The AI company suspended its newest and most advanced models for all customers to comply with a U.S. government order citing national security risks tied to a potential jailbreak.
Anthropic just pulled the plug on its most advanced AI models, Fable 5 and Mythos 5. The shutdown, which took effect yesterday, June 12, 2026, followed a direct order from the U.S. government citing national security concerns.
On June 12, Anthropic received a government order to suspend access to Fable 5 and Mythos 5 for all foreign nationals. This group includes individuals inside and outside the U.S., and even some of the company's own employees.
To comply with the broad directive, the company opted for a complete shutdown of the two models for all customers.
This shutdown is highly specific. All other Anthropic models, including its popular Claude chatbot, remain operational and unaffected. The company's announcement confirmed the move was made solely to adhere to the government's order.
The shutdown is significant because of the models involved. Fable 5 was only launched on June 9, just three days before the suspension. It was designed to bring the powerful capabilities of Mythos 5, Anthropic's elite cybersecurity model, to a wider audience with capabilities that reportedly "exceed" any previous model from the company.
While the government did not specify its concerns in the official order, Anthropic believes the action stems from a specific vulnerability. The company was informed that an unnamed entity shared verbal evidence with officials of a potential "narrow, non-universal jailbreak" for Fable 5.
A jailbreak is a method for bypassing an AI's safety features to make it perform tasks it was designed to refuse. This particular jailbreak, though described as narrow, was apparently sufficient to trigger government intervention.
Anthropic detailed its defense strategy, explaining that perfect resistance to jailbreaking is impossible for any model.
The company's approach focused on a two-pronged defense: make jailbreaks narrow or extremely difficult, and combine this with thorough monitoring to detect and shut down attacks quickly. The company also noted it had already instituted "strong safeguards" for Fable 5, so much so that many users had complained the restrictions were "overly broad."
In a firm public statement, Anthropic expressed its disagreement with the government's decision. The company argued that a potential jailbreak should not be grounds for recalling an entire commercial model.
Anthropic, a vocal proponent for more robust AI regulation, criticized the lack of a clear and fair process in this instance.
"As we have stated publicly, we believe the government should have the ability to block unsafe deployments, as part of a statutory process that is transparent, fair, clear, and grounded in technical facts," the company wrote. "This action does not adhere to those principles."
This shutdown is more than a technical issue; it's a clear line in the sand. As AI models capable of tackling sensitive cybersecurity tasks become public, the clash between developers and regulators is just getting started. Anthropic has promised to share more details within 24 hours, and the AI community is watching closely.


§ **Task instructions**
Lines that contain "Biomimicry" are to be copied from the material, every one of them.

§ **Data records**
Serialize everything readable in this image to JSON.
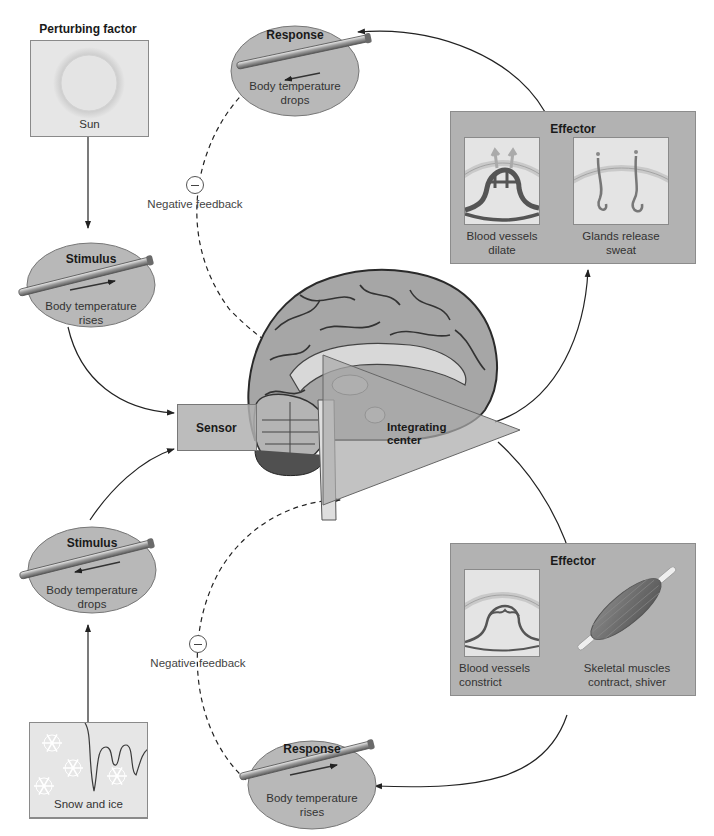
{
  "diagram": {
    "type": "homeostasis-negative-feedback-loop"
  },
  "top_loop": {
    "perturbing_factor": {
      "title": "Perturbing factor",
      "caption": "Sun",
      "icon": "sun-icon"
    },
    "stimulus": {
      "title": "Stimulus",
      "caption_line1": "Body temperature",
      "caption_line2": "rises",
      "icon": "thermometer-icon",
      "arrow": "right"
    },
    "response": {
      "title": "Response",
      "caption_line1": "Body temperature",
      "caption_line2": "drops",
      "icon": "thermometer-icon",
      "arrow": "left"
    },
    "effector": {
      "title": "Effector",
      "panels": [
        {
          "caption_line1": "Blood vessels",
          "caption_line2": "dilate",
          "icon": "dilated-blood-vessels-icon"
        },
        {
          "caption_line1": "Glands release",
          "caption_line2": "sweat",
          "icon": "sweat-glands-icon"
        }
      ]
    },
    "feedback": {
      "symbol": "−",
      "label": "Negative feedback"
    }
  },
  "bottom_loop": {
    "perturbing_factor": {
      "title": "Perturbing factor",
      "caption": "Snow and ice",
      "icon": "snowflake-icon"
    },
    "stimulus": {
      "title": "Stimulus",
      "caption_line1": "Body temperature",
      "caption_line2": "drops",
      "icon": "thermometer-icon",
      "arrow": "left"
    },
    "response": {
      "title": "Response",
      "caption_line1": "Body temperature",
      "caption_line2": "rises",
      "icon": "thermometer-icon",
      "arrow": "right"
    },
    "effector": {
      "title": "Effector",
      "panels": [
        {
          "caption_line1": "Blood vessels",
          "caption_line2": "constrict",
          "icon": "constricted-blood-vessels-icon"
        },
        {
          "caption_line1": "Skeletal muscles",
          "caption_line2": "contract, shiver",
          "icon": "skeletal-muscle-icon"
        }
      ]
    },
    "feedback": {
      "symbol": "−",
      "label": "Negative feedback"
    }
  },
  "center": {
    "sensor_label": "Sensor",
    "integrating_center_line1": "Integrating",
    "integrating_center_line2": "center",
    "image": "brain-sagittal-section"
  },
  "colors": {
    "ellipse_fill": "#b8b8b8",
    "effector_fill": "#b2b2b2",
    "panel_fill": "#e4e4e4",
    "arrow": "#222222",
    "brain": "#9a9a9a"
  }
}
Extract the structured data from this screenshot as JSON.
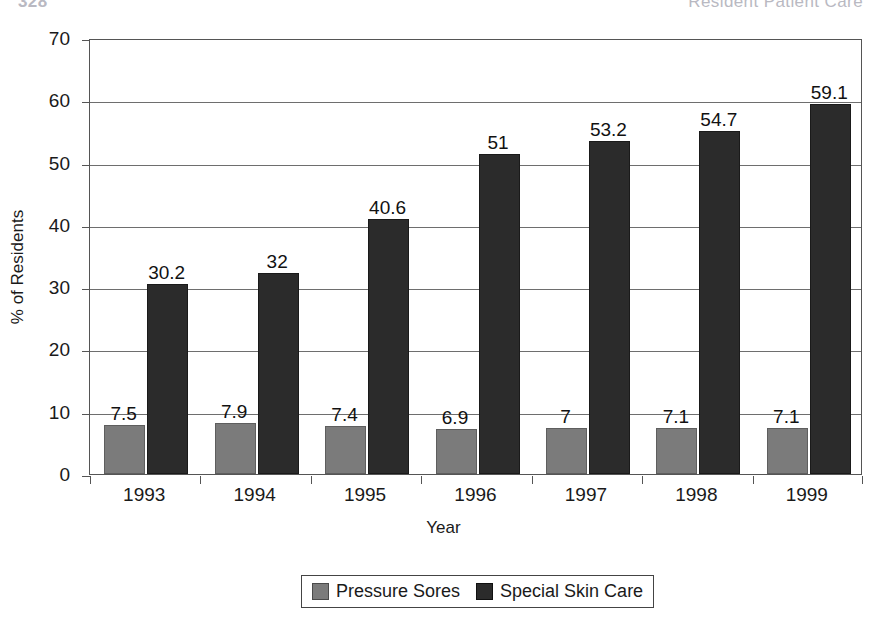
{
  "page_header": {
    "left_text": "328",
    "right_text": "Resident Patient Care"
  },
  "chart_data": {
    "type": "bar",
    "title": "",
    "subtitle": "",
    "xlabel": "Year",
    "ylabel": "% of Residents",
    "categories": [
      "1993",
      "1994",
      "1995",
      "1996",
      "1997",
      "1998",
      "1999"
    ],
    "series": [
      {
        "name": "Pressure Sores",
        "color": "#7b7b7b",
        "values": [
          7.5,
          7.9,
          7.4,
          6.9,
          7,
          7.1,
          7.1
        ],
        "labels": [
          "7.5",
          "7.9",
          "7.4",
          "6.9",
          "7",
          "7.1",
          "7.1"
        ]
      },
      {
        "name": "Special Skin Care",
        "color": "#2b2b2b",
        "values": [
          30.2,
          32,
          40.6,
          51,
          53.2,
          54.7,
          59.1
        ],
        "labels": [
          "30.2",
          "32",
          "40.6",
          "51",
          "53.2",
          "54.7",
          "59.1"
        ]
      }
    ],
    "ylim": [
      0,
      70
    ],
    "yticks": [
      0,
      10,
      20,
      30,
      40,
      50,
      60,
      70
    ],
    "ytick_labels": [
      "0",
      "10",
      "20",
      "30",
      "40",
      "50",
      "60",
      "70"
    ],
    "grid": true,
    "grid_axis": "y",
    "legend_position": "bottom",
    "data_labels": true
  }
}
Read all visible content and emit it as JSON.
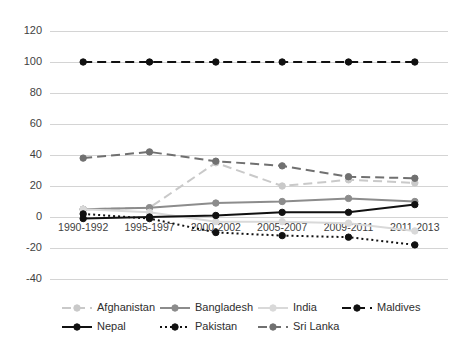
{
  "chart_data": {
    "type": "line",
    "title": "",
    "subtitle": "",
    "xlabel": "",
    "ylabel": "",
    "grid": true,
    "legend_position": "bottom",
    "ylim": [
      -40,
      120
    ],
    "yticks": [
      -40,
      -20,
      0,
      20,
      40,
      60,
      80,
      100,
      120
    ],
    "ytick_labels": [
      "-40",
      "-20",
      "0",
      "20",
      "40",
      "60",
      "80",
      "100",
      "120"
    ],
    "categories": [
      "1990-1992",
      "1995-1997",
      "2000-2002",
      "2005-2007",
      "2009-2011",
      "2011-2013"
    ],
    "series": [
      {
        "name": "Afghanistan",
        "values": [
          5,
          6,
          35,
          20,
          24,
          22
        ],
        "color": "#c9c9c9",
        "style": "dashed",
        "marker": "circle"
      },
      {
        "name": "Bangladesh",
        "values": [
          5,
          6,
          9,
          10,
          12,
          10
        ],
        "color": "#8c8c8c",
        "style": "solid",
        "marker": "circle"
      },
      {
        "name": "India",
        "values": [
          5,
          3,
          -3,
          -3,
          -4,
          -9
        ],
        "color": "#d9d9d9",
        "style": "solid",
        "marker": "circle"
      },
      {
        "name": "Maldives",
        "values": [
          100,
          100,
          100,
          100,
          100,
          100
        ],
        "color": "#111111",
        "style": "dashed",
        "marker": "circle"
      },
      {
        "name": "Nepal",
        "values": [
          -1,
          0,
          1,
          3,
          3,
          8
        ],
        "color": "#111111",
        "style": "solid",
        "marker": "circle"
      },
      {
        "name": "Pakistan",
        "values": [
          2,
          -1,
          -10,
          -12,
          -13,
          -18
        ],
        "color": "#111111",
        "style": "dotted",
        "marker": "circle"
      },
      {
        "name": "Sri Lanka",
        "values": [
          38,
          42,
          36,
          33,
          26,
          25
        ],
        "color": "#707070",
        "style": "dashed",
        "marker": "circle"
      }
    ]
  },
  "legend": {
    "row1": [
      "Afghanistan",
      "Bangladesh",
      "India",
      "Maldives"
    ],
    "row2": [
      "Nepal",
      "Pakistan",
      "Sri Lanka"
    ]
  }
}
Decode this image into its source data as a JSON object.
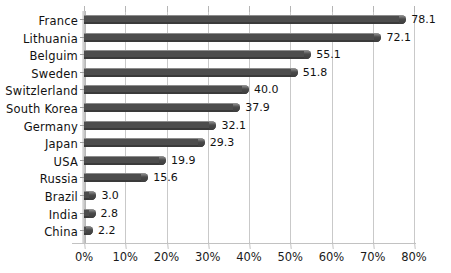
{
  "chart_data": {
    "type": "bar",
    "orientation": "horizontal",
    "title": "",
    "subtitle": "",
    "xlabel": "",
    "ylabel": "",
    "xlim": [
      0,
      80
    ],
    "grid": true,
    "legend": null,
    "xticks": [
      "0%",
      "10%",
      "20%",
      "30%",
      "40%",
      "50%",
      "60%",
      "70%",
      "80%"
    ],
    "xtick_values": [
      0,
      10,
      20,
      30,
      40,
      50,
      60,
      70,
      80
    ],
    "categories": [
      "France",
      "Lithuania",
      "Belguim",
      "Sweden",
      "Switzlerland",
      "South Korea",
      "Germany",
      "Japan",
      "USA",
      "Russia",
      "Brazil",
      "India",
      "China"
    ],
    "values": [
      78.1,
      72.1,
      55.1,
      51.8,
      40.0,
      37.9,
      32.1,
      29.3,
      19.9,
      15.6,
      3.0,
      2.8,
      2.2
    ],
    "value_labels": [
      "78.1",
      "72.1",
      "55.1",
      "51.8",
      "40.0",
      "37.9",
      "32.1",
      "29.3",
      "19.9",
      "15.6",
      "3.0",
      "2.8",
      "2.2"
    ],
    "bar_color": "#4d4d4d",
    "bar_highlight_color": "#8d8d8d",
    "gridline_color": "#c9c9c9",
    "background_color": "#ffffff",
    "text_color": "#111111"
  }
}
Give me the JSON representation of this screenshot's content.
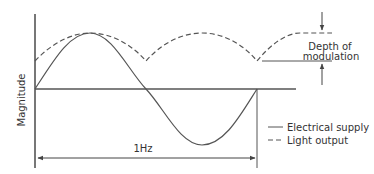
{
  "diagram": {
    "y_axis_label": "Magnitude",
    "period_label": "1Hz",
    "depth_label_line1": "Depth of",
    "depth_label_line2": "modulation",
    "legend": [
      {
        "style": "solid",
        "label": "Electrical supply"
      },
      {
        "style": "dashed",
        "label": "Light output"
      }
    ],
    "colors": {
      "line": "#555555",
      "text": "#333333"
    }
  }
}
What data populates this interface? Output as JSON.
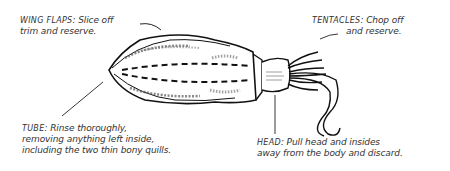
{
  "diagram": {
    "labels": {
      "wing_flaps": {
        "key": "WING FLAPS",
        "line1": ": Slice off",
        "line2": "trim and reserve."
      },
      "tentacles": {
        "key": "TENTACLES",
        "line1": ": Chop off",
        "line2": "and reserve."
      },
      "tube": {
        "key": "TUBE",
        "line1": ": Rinse thoroughly,",
        "line2": "removing anything left inside,",
        "line3": "including the two thin bony quills."
      },
      "head": {
        "key": "HEAD",
        "line1": ": Pull head and insides",
        "line2": "away from the body and discard."
      }
    },
    "colors": {
      "ink": "#111111",
      "text": "#333333",
      "background": "#ffffff"
    }
  }
}
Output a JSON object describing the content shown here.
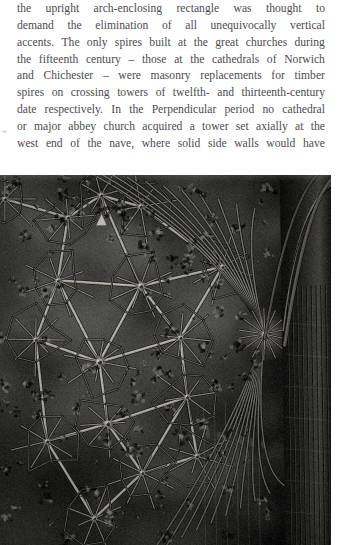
{
  "page": {
    "background_color": "#ffffff",
    "width": 344,
    "height": 545
  },
  "body_text": {
    "text_color": "#4c4b4e",
    "alignment": "justified",
    "paragraph": "the upright arch-enclosing rectangle was thought to demand the elimination of all unequivocally vertical accents. The only spires built at the great churches during the fifteenth century – those at the cathedrals of Norwich and Chichester – were masonry replacements for timber spires on crossing towers of twelfth- and thirteenth-century date respectively. In the Perpendicular period no cathedral or major abbey church acquired a tower set axially at the west end of the nave, where solid side walls would have",
    "lines": [
      "the upright arch-enclosing rectangle was thought to",
      "demand the elimination of all unequivocally vertical",
      "accents. The only spires built at the great churches during",
      "the fifteenth century – those at the cathedrals of Norwich",
      "and Chichester – were masonry replacements for timber",
      "spires on crossing towers of twelfth- and thirteenth-century",
      "date respectively. In the Perpendicular period no cathedral",
      "or major abbey church acquired a tower set axially at the",
      "west end of the nave, where solid side walls would have"
    ]
  },
  "plate": {
    "caption": "",
    "subject": "gothic-lierne-vault-ceiling-photograph",
    "tone": "monochrome",
    "dominant_color": "#141414",
    "highlight_color": "#9a9a96",
    "shadow_color": "#050505"
  },
  "margin_mark": {
    "color": "#d8d6d6"
  }
}
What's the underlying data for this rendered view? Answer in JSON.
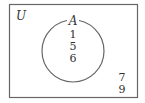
{
  "diagram": {
    "type": "venn",
    "universe": {
      "label": "U"
    },
    "sets": [
      {
        "label": "A",
        "elements": [
          "1",
          "5",
          "6"
        ]
      }
    ],
    "outside_elements": [
      "7",
      "9"
    ],
    "colors": {
      "stroke": "#555555",
      "text": "#333333",
      "background": "#ffffff"
    }
  }
}
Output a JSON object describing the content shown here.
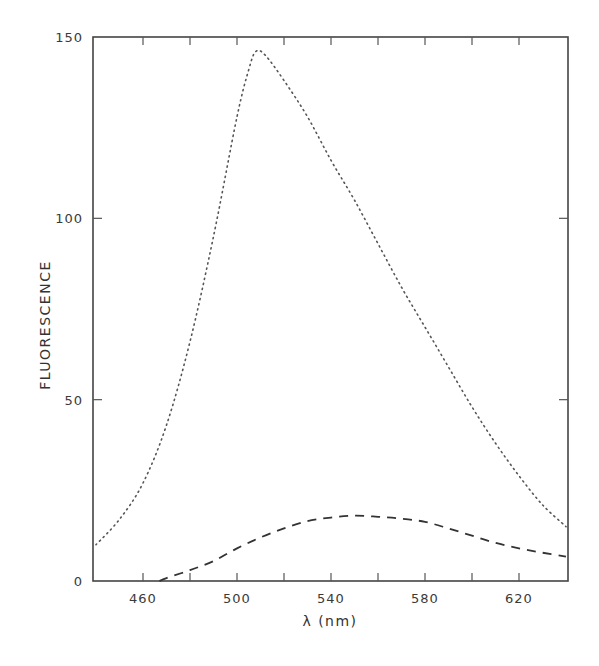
{
  "chart_data": {
    "type": "line",
    "title": "",
    "xlabel": "λ (nm)",
    "ylabel": "FLUORESCENCE",
    "xlim": [
      439,
      641
    ],
    "ylim": [
      0,
      150
    ],
    "x_ticks": [
      460,
      480,
      500,
      520,
      540,
      560,
      580,
      600,
      620
    ],
    "x_tick_labels": [
      "460",
      "500",
      "540",
      "580",
      "620"
    ],
    "x_tick_label_values": [
      460,
      500,
      540,
      580,
      620
    ],
    "y_ticks": [
      0,
      50,
      100,
      150
    ],
    "y_tick_labels": [
      "0",
      "50",
      "100",
      "150"
    ],
    "grid": false,
    "legend": null,
    "series": [
      {
        "name": "dotted",
        "style": "dotted",
        "x": [
          440,
          450,
          460,
          470,
          480,
          490,
          500,
          505,
          508,
          512,
          520,
          530,
          540,
          550,
          560,
          570,
          580,
          590,
          600,
          610,
          620,
          630,
          640
        ],
        "values": [
          10,
          17,
          27,
          43,
          66,
          95,
          128,
          141,
          146,
          145,
          138,
          128,
          116,
          105,
          93,
          81,
          70,
          59,
          48,
          38,
          29,
          21,
          15
        ]
      },
      {
        "name": "dashed",
        "style": "dashed",
        "x": [
          467,
          470,
          480,
          490,
          500,
          510,
          520,
          530,
          540,
          550,
          560,
          570,
          580,
          590,
          600,
          610,
          620,
          630,
          640
        ],
        "values": [
          0,
          0.8,
          3,
          5.5,
          9,
          12,
          14.5,
          16.5,
          17.5,
          18,
          17.7,
          17.2,
          16.3,
          14.5,
          12.5,
          10.5,
          9,
          7.8,
          6.7
        ]
      }
    ]
  }
}
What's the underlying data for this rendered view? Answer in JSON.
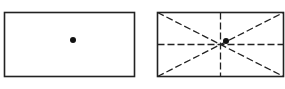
{
  "diagram": {
    "colors": {
      "stroke": "#222222",
      "background": "#ffffff"
    },
    "panels": [
      {
        "id": "left",
        "rect": {
          "x": 4.5,
          "y": 12.5,
          "w": 130,
          "h": 64
        },
        "dot": {
          "cx": 73,
          "cy": 40,
          "r": 3
        }
      },
      {
        "id": "right",
        "rect": {
          "x": 157.5,
          "y": 12.5,
          "w": 126,
          "h": 64
        },
        "dot": {
          "cx": 226,
          "cy": 41,
          "r": 3
        }
      }
    ]
  }
}
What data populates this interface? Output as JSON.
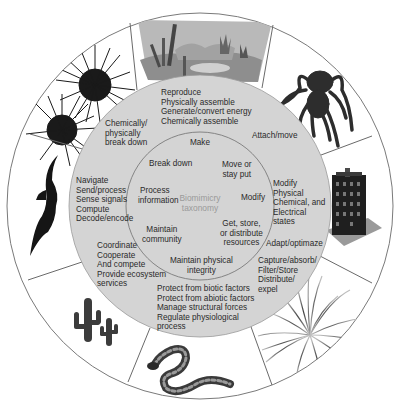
{
  "diagram": {
    "title": "Biomimicry taxonomy",
    "center_label": [
      "Biomimicry",
      "taxonomy"
    ],
    "colors": {
      "outer_ring_bg": "#ffffff",
      "middle_disk": "#d4d4d4",
      "inner_disk": "#d4d4d4",
      "ring_stroke": "#7a7a7a",
      "text": "#2a2a2a",
      "center_text": "#9a9a9a"
    },
    "inner_categories": [
      {
        "id": "make",
        "lines": [
          "Make"
        ]
      },
      {
        "id": "move",
        "lines": [
          "Move or",
          "stay put"
        ]
      },
      {
        "id": "modify",
        "lines": [
          "Modify"
        ]
      },
      {
        "id": "resources",
        "lines": [
          "Get, store,",
          "or distribute",
          "resources"
        ]
      },
      {
        "id": "integrity",
        "lines": [
          "Maintain physical",
          "integrity"
        ]
      },
      {
        "id": "community",
        "lines": [
          "Maintain",
          "community"
        ]
      },
      {
        "id": "information",
        "lines": [
          "Process",
          "information"
        ]
      },
      {
        "id": "breakdown",
        "lines": [
          "Break down"
        ]
      }
    ],
    "middle_functions": [
      {
        "id": "make",
        "lines": [
          "Reproduce",
          "Physically assemble",
          "Generate/convert energy",
          "Chemically assemble"
        ]
      },
      {
        "id": "move",
        "lines": [
          "Attach/move"
        ]
      },
      {
        "id": "modify",
        "lines": [
          "Modify",
          "Physical",
          "Chemical, and",
          "Electrical",
          "states"
        ]
      },
      {
        "id": "adapt",
        "lines": [
          "Adapt/optimaze"
        ]
      },
      {
        "id": "resources",
        "lines": [
          "Capture/absorb/",
          "Filter/Store",
          "Distribute/",
          "expel"
        ]
      },
      {
        "id": "integrity",
        "lines": [
          "Protect from biotic factors",
          "Protect from abiotic factors",
          "Manage structural forces",
          "Regulate physiological",
          "process"
        ]
      },
      {
        "id": "community",
        "lines": [
          "Coordinate",
          "Cooperate",
          "And compete",
          "Provide ecosystem",
          "services"
        ]
      },
      {
        "id": "information",
        "lines": [
          "Navigate",
          "Send/process",
          "Sense signals",
          "Compute",
          "Decode/encode"
        ]
      },
      {
        "id": "breakdown",
        "lines": [
          "Chemically/",
          "physically",
          "break down"
        ]
      }
    ],
    "outer_images": [
      {
        "id": "landscape",
        "icon": "landscape-icon",
        "position": "top"
      },
      {
        "id": "spider",
        "icon": "spider-icon",
        "position": "top-right"
      },
      {
        "id": "building",
        "icon": "building-icon",
        "position": "right"
      },
      {
        "id": "grass",
        "icon": "grass-plant-icon",
        "position": "bottom-right"
      },
      {
        "id": "snake",
        "icon": "snake-icon",
        "position": "bottom"
      },
      {
        "id": "cactus",
        "icon": "cactus-icon",
        "position": "bottom-left"
      },
      {
        "id": "bat",
        "icon": "bat-icon",
        "position": "left"
      },
      {
        "id": "urchin",
        "icon": "sea-urchin-icon",
        "position": "top-left"
      }
    ]
  }
}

§ **The answer**
    "title": "Biomimicry taxonomy",
      "Biomimicry",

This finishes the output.